Politics is the art of the possible.

—Otto von Bismarck, 1867

What, to the American slave, is your Fourth of July? I answer: a day that reveals to him, more than all other days in the year, the gross injustice and cruelty to which he is the constant victim. To him your celebration is a sham.

—Frederick Douglass, 1855

What experience and history teach is this—that nations and governments have never learned anything from history or acted upon any lessons they might have drawn from it.

—Georg Wilhelm Friedrich Hegel, 1830

I shall be an autocrat: that’s my trade. And the good Lord will forgive me: that’s his.

—Catherine the Great, c. 1796

I work for a government I despise for ends I think criminal.

—John Maynard Keynes, 1917

Democracy is the recurrent suspicion that more than half of the people are right more than half of the time.

—E.B. White, 1944

Natural rights is simple nonsense: natural and imprescriptible rights, rhetorical nonsense—nonsense upon stilts.

—Jeremy Bentham, c. 1832

Do that which consists in taking no action, and order will prevail.

—Laozi, c. 500 BC

The affairs of the world are no more than so much trickery, and a man who toils for money or honor or whatever else in deference to the wishes of others, rather than because his own desire or needs lead him to do so, will always be a fool.

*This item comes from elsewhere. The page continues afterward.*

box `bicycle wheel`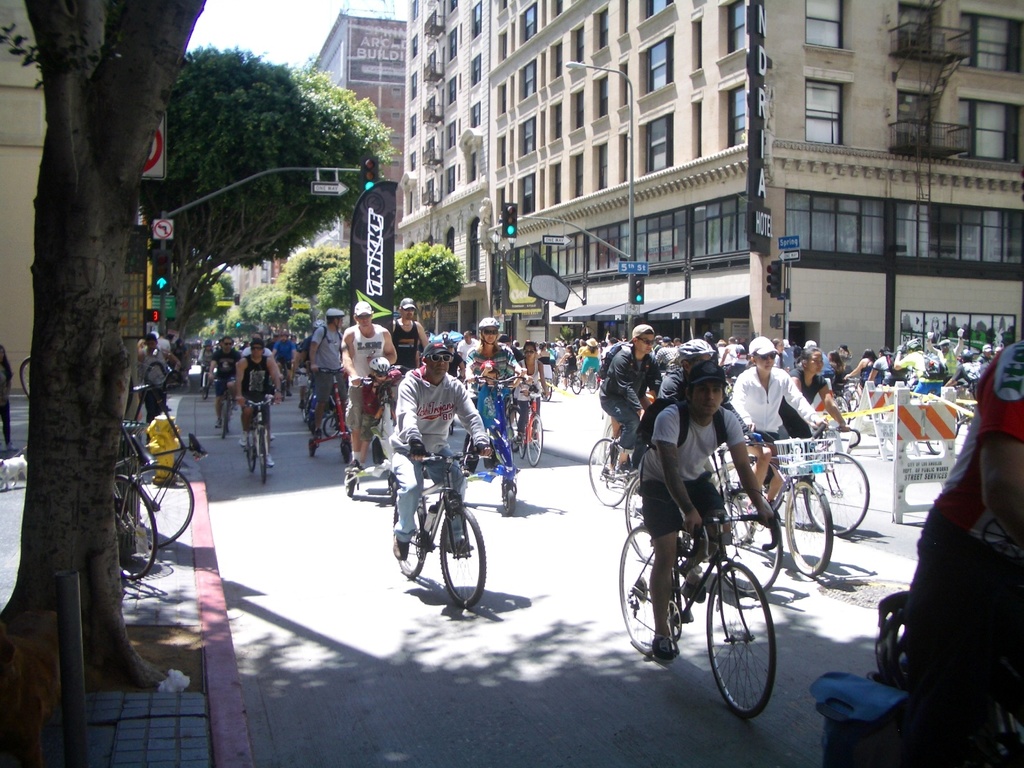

—Johann Wolfgang von Goethe, 1774

No human life, not even the life of a hermit, is possible without a world which directly or indirectly testifies to the presence of other human beings.

—Hannah Arendt, 1958

You have all the characteristics of a popular politician: a horrible voice, bad breeding, and a vulgar manner.

—Aristophanes, c. 424 BC

Envy is the basis of democracy.

—Bertrand Russell, 1930

The most hateful torment for men is to have knowledge of everything but power over nothing.